| How to complete this task |
Retype, exactly as they appear below, the lines between the line holding "The image size" and the line holding "What do you see at coordinates (492, 696)", both ends included.

| Given data |

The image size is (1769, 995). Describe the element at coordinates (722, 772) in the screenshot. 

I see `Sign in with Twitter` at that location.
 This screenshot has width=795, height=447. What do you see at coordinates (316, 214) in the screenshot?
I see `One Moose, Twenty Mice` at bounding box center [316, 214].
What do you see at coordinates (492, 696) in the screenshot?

---

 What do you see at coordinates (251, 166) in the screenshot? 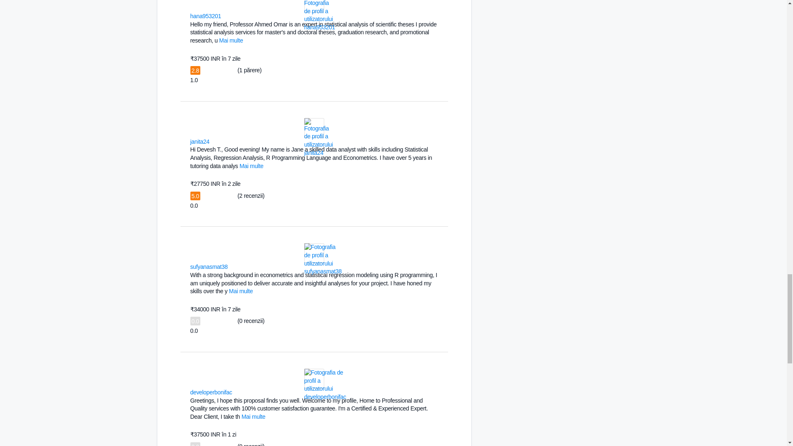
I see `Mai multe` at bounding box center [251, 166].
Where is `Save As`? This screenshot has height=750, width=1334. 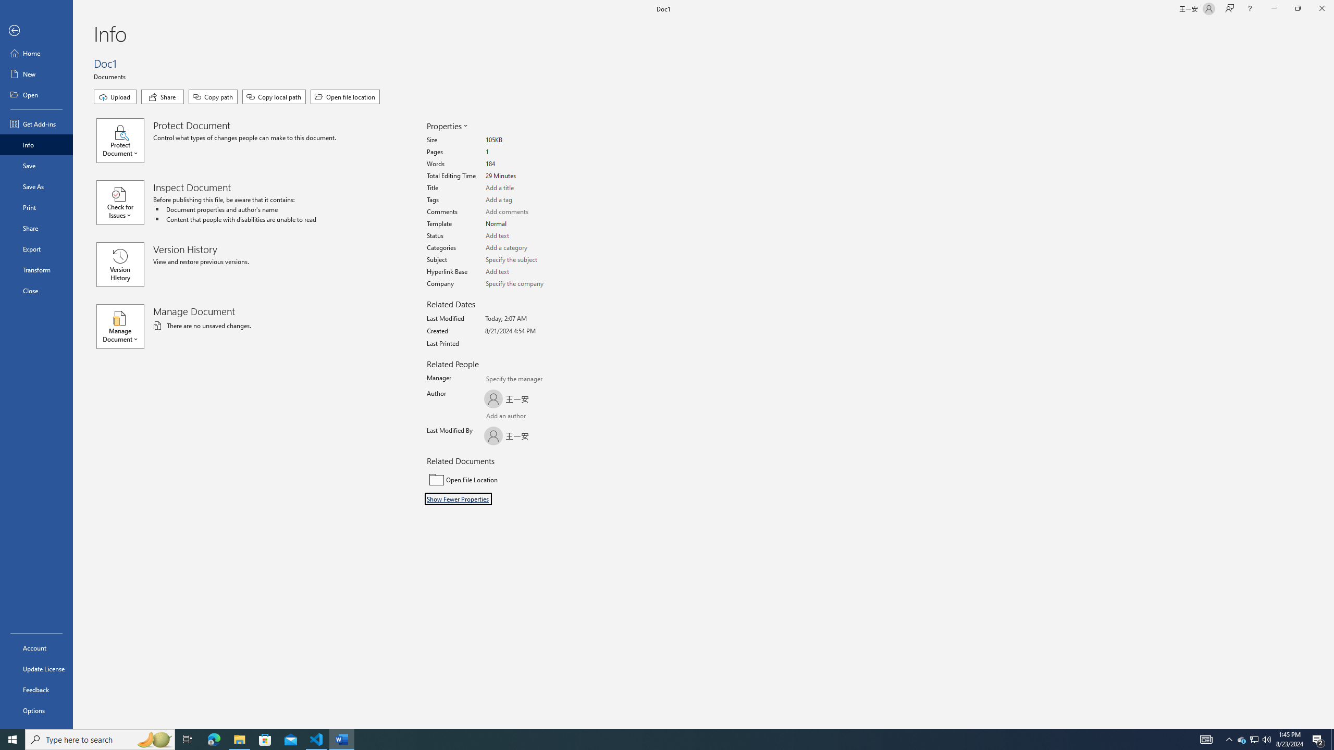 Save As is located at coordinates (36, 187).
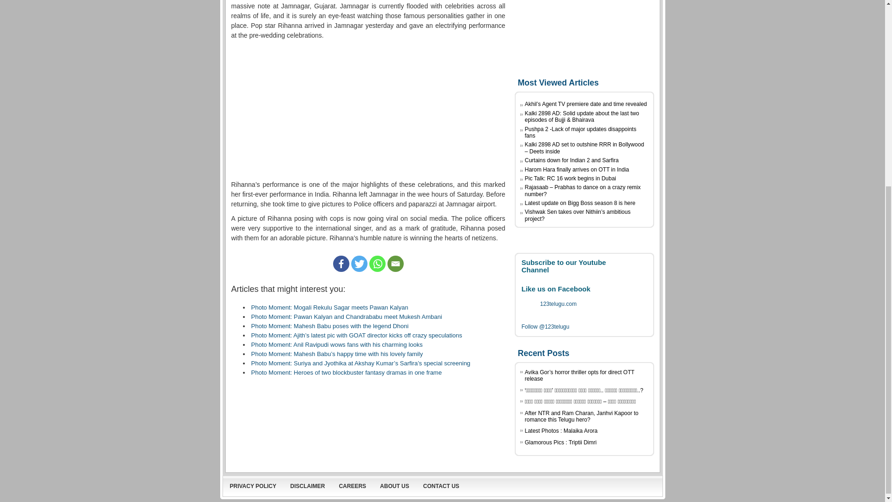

| Written reply |
The image size is (1769, 995). Describe the element at coordinates (722, 772) in the screenshot. 

I see `Sign in with Twitter` at that location.
 This screenshot has width=795, height=447. What do you see at coordinates (316, 214) in the screenshot?
I see `One Moose, Twenty Mice` at bounding box center [316, 214].
What do you see at coordinates (492, 696) in the screenshot?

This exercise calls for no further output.